In publicly held companies, staggered boards have the effect of making hostile takeover attempts more difficult. When a board is staggered, hostile bidders must win more than one proxy fight at successive shareholder meetings in order to exercise control of the target firm. Particularly in combination with a poison pill, a staggered board that cannot be dismantled or evaded is one of the most potent takeover defenses available to U.S. companies.[2]

Institutional shareholders are increasingly calling for an end to staggered boards of directors—also called "declassifying" the boards.

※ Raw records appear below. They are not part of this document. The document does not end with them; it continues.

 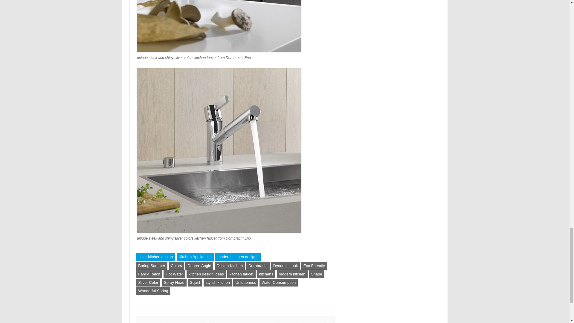 What do you see at coordinates (149, 274) in the screenshot?
I see `Fancy Touch` at bounding box center [149, 274].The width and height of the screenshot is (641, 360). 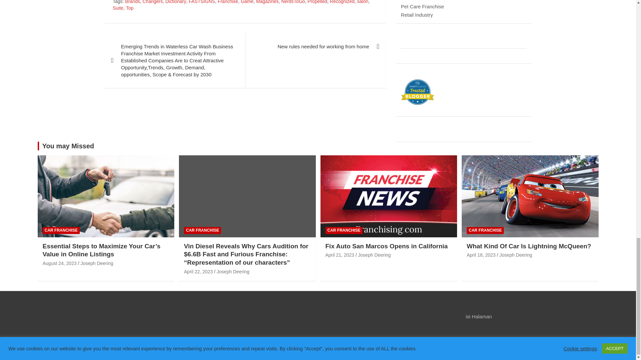 I want to click on Recognized, so click(x=342, y=3).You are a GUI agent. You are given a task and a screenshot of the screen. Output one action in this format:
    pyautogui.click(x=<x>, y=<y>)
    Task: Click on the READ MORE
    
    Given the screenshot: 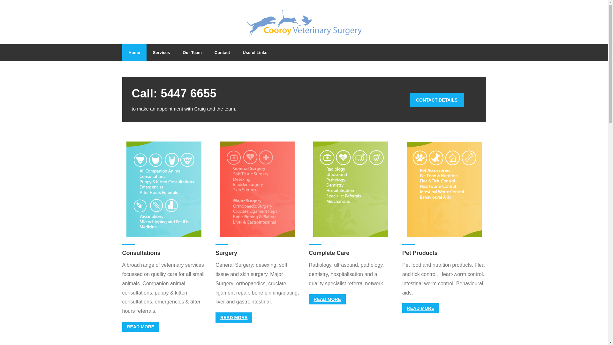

The Wall Street Journal reported in January 2007 that 2006 marked a key switch in the trend toward declassification or annual votes on all directors: more than half (55%) of the S&P 500 companies have declassified boards, compared with 47% in 2005.[3]

Similar staggering of terms is used for that reason in the election of U.S. Senators, members of the Securities and Exchange Commission, and other public bodies. By design, it has the effect of limiting control of a representative body (a board of directors, the Senate, the SEC, etc.) by the body being represented (shareholders, voters, the President).

The use of a staggered board can minimize the impact of cumulative voting.[4]

[edit] See also

[edit] Notes

  1. ^ See Faleye,O., 2007, Classified Boards, Firm value, and Managerial Entrenchment, Journal of Financial Economics83, 501-529.
  2. ^ See Lucian Bebchuk, John C. Coates IV, and Guhan Subramanian, The Powerful Antitakeover Force of Staggered Boards: Theory, Evidence, and Policy, 54 Stan. L. Rev. 887 (2002).
  3. ^ Jared A. Favole, "Big Firms Increasingly Declassify Boards", The Wall Street Journal, Jan. 10, 2007.